Flickr Co-Founder Returns to Roots

Some of you might know that popular photo sharing service Flickr was originally a set of tools built for a massively multiplayer online game called Game Neverending. In November of 2009 we also reported that Stewart Butterfield, co-founder of Flickr, had left Flickr and was returning to his original project, Game Neverending.

With a group of former Flickr employees, Butterfield started a small company called Tiny Speck, which just unveiled Glitch, a massively multiplayer game played through a browser. Here’s a trailer they’ve released:

It’s called Glitch because in the far-distant and totally-perfect future, the world starts becoming less and less probable, things fall apart, the center cannot hold, and there occurs what comes to be called the “glitch” — a grave danger of disemprobablization.

This results in a time-traveling effort at saving the future, going back into the minds of eleven great giants walking sacred paths on a barren asteroid who sing and think and hum the world into existence and … you know what? You’ll probably just have to wait and play the game :)

Here’s a side by side comparison between an old screenshot of Game Neverending (left) and a new screenshot of Glitch (right):

We’re not sure how a game like this spawned Flickr, but it doesn’t seem as though Glitch will have anything to do with photography. Perhaps the tools were originally used for in-game images and graphics rather than photographs…

Glitch will be free of charge and available by the end of the year.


Assigned task: Check every line in the listing below for "components". Copy the ones where it occurs.

___ Source material

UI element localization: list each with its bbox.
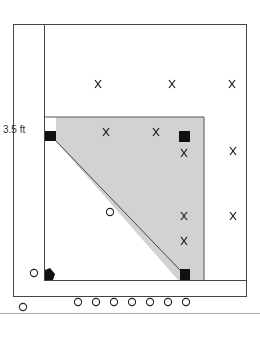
circle-mark — [19, 303, 26, 310]
circle-mark — [146, 298, 153, 305]
x-mark — [169, 80, 175, 88]
x-mark — [230, 212, 236, 220]
circle-mark — [182, 298, 189, 305]
x-mark — [95, 80, 101, 88]
circle-mark — [30, 269, 37, 276]
circle-mark — [74, 298, 81, 305]
square-marker — [179, 131, 190, 142]
pentagon-marker — [45, 268, 55, 280]
dimension-label: 3.5 ft — [3, 124, 25, 135]
floor-plan-diagram — [0, 0, 260, 343]
square-marker — [45, 131, 56, 141]
circle-mark — [128, 298, 135, 305]
square-marker — [180, 269, 190, 280]
circle-mark — [110, 298, 117, 305]
circle-mark — [164, 298, 171, 305]
circle-mark — [92, 298, 99, 305]
x-mark — [229, 80, 235, 88]
circle-mark — [106, 208, 113, 215]
x-mark — [230, 147, 236, 155]
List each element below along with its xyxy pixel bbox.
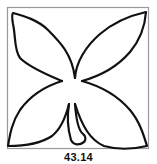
flower-pattern-diagram — [0, 0, 157, 164]
petal-top-right — [75, 12, 146, 81]
petal-bottom-left — [8, 81, 69, 146]
petal-top-left — [12, 13, 75, 81]
diagram-caption: 43.14 — [0, 151, 157, 164]
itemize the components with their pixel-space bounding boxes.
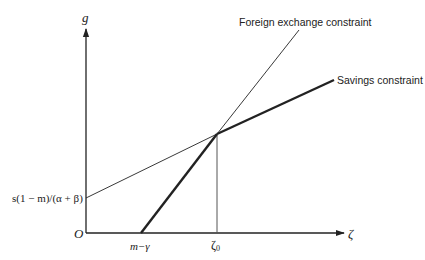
- m-gamma-tick-label: m−γ: [130, 240, 150, 252]
- savings-constraint-line: [217, 80, 334, 134]
- y-axis-label: g: [82, 10, 89, 25]
- zeta0-tick-label: ζ0: [211, 238, 220, 253]
- x-axis-label: ζ: [348, 226, 354, 241]
- y-intercept-label: s(1 − m)/(α + β): [12, 192, 83, 205]
- two-gap-diagram: g ζ O s(1 − m)/(α + β) m−γ ζ0 Foreign ex…: [0, 0, 425, 260]
- foreign-exchange-constraint-line: [217, 30, 299, 134]
- savings-constraint-label: Savings constraint: [337, 74, 423, 86]
- foreign-exchange-constraint-label: Foreign exchange constraint: [239, 16, 372, 28]
- zeta0-subscript: 0: [216, 244, 220, 253]
- foreign-exchange-thick-segment: [141, 134, 217, 233]
- savings-constraint-thin-segment: [86, 134, 217, 198]
- origin-label: O: [74, 226, 84, 241]
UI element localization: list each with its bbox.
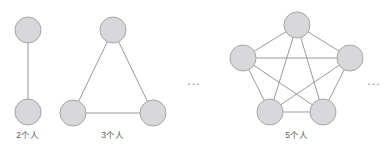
graph-edge	[270, 58, 350, 112]
person-node-icon	[284, 12, 310, 38]
graph-group-3-nodes	[60, 17, 166, 126]
node-layer	[60, 17, 166, 126]
person-node-icon	[310, 99, 336, 125]
graph-edge	[297, 25, 323, 112]
ellipsis-right: ...	[367, 74, 380, 87]
graph-edge	[270, 25, 297, 112]
graph-label-2-nodes: 2个人	[16, 131, 39, 140]
graph-group-2-nodes	[15, 17, 41, 125]
ellipsis-middle: ...	[187, 74, 200, 87]
graph-label-5-nodes: 5个人	[285, 131, 308, 140]
graph-edge	[113, 30, 153, 113]
person-node-icon	[257, 99, 283, 125]
graph-edge	[73, 30, 113, 113]
person-node-icon	[15, 17, 41, 43]
person-node-icon	[60, 100, 86, 126]
person-node-icon	[230, 45, 256, 71]
person-node-icon	[337, 45, 363, 71]
graph-group-5-nodes	[230, 12, 363, 125]
graph-label-3-nodes: 3个人	[101, 131, 124, 140]
person-node-icon	[140, 100, 166, 126]
graph-edge	[243, 58, 323, 112]
person-node-icon	[100, 17, 126, 43]
node-layer	[230, 12, 363, 125]
graph-sequence-figure: 2个人3个人5个人......	[0, 0, 387, 155]
person-node-icon	[15, 99, 41, 125]
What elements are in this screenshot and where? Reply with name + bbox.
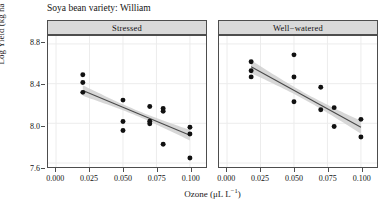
- x-tick-mark: [362, 168, 363, 172]
- x-tick-label-0.075: 0.075: [148, 174, 166, 183]
- x-tick-label-0.000: 0.000: [217, 174, 235, 183]
- x-tick-mark: [328, 168, 329, 172]
- x-tick-mark: [55, 168, 56, 172]
- x-tick-mark: [226, 168, 227, 172]
- x-tick-label-0.100: 0.100: [353, 174, 371, 183]
- x-tick-mark: [191, 168, 192, 172]
- x-tick-label-0.000: 0.000: [46, 174, 64, 183]
- x-tick-mark: [89, 168, 90, 172]
- x-axis-label: Ozone (μL L−1): [47, 189, 378, 199]
- x-tick-mark: [123, 168, 124, 172]
- x-tick-mark: [157, 168, 158, 172]
- x-tick-label-0.075: 0.075: [319, 174, 337, 183]
- x-tick-mark: [294, 168, 295, 172]
- x-tick-label-0.100: 0.100: [182, 174, 200, 183]
- x-tick-mark: [260, 168, 261, 172]
- x-tick-label-0.050: 0.050: [285, 174, 303, 183]
- x-axis-label-text: Ozone (μL L−1): [184, 189, 240, 199]
- x-tick-label-0.025: 0.025: [80, 174, 98, 183]
- x-tick-label-0.025: 0.025: [251, 174, 269, 183]
- chart-root: Soya bean variety: William Log Yield (kg…: [0, 0, 384, 206]
- x-axis-ticks: 0.0000.0250.0500.0750.1000.0000.0250.050…: [0, 0, 384, 206]
- x-tick-label-0.050: 0.050: [114, 174, 132, 183]
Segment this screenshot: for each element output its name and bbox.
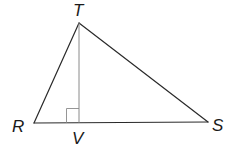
triangle-diagram: T R V S xyxy=(0,0,245,146)
label-R: R xyxy=(12,117,24,136)
label-V: V xyxy=(72,129,85,146)
segment-TS xyxy=(79,23,208,122)
segment-RS xyxy=(34,122,208,123)
label-T: T xyxy=(73,1,85,20)
segment-RT xyxy=(34,23,79,123)
label-S: S xyxy=(212,116,224,135)
right-angle-marker xyxy=(67,109,80,123)
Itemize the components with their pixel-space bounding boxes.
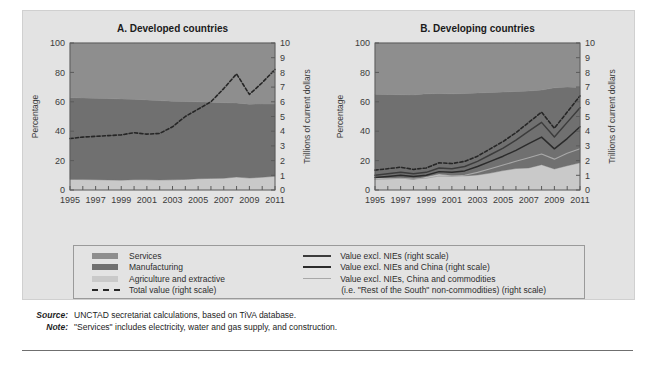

______

Result of the task:
itemize the components with their pixel-space bounding boxes.
Itemize the components with their pixel-space bounding boxes.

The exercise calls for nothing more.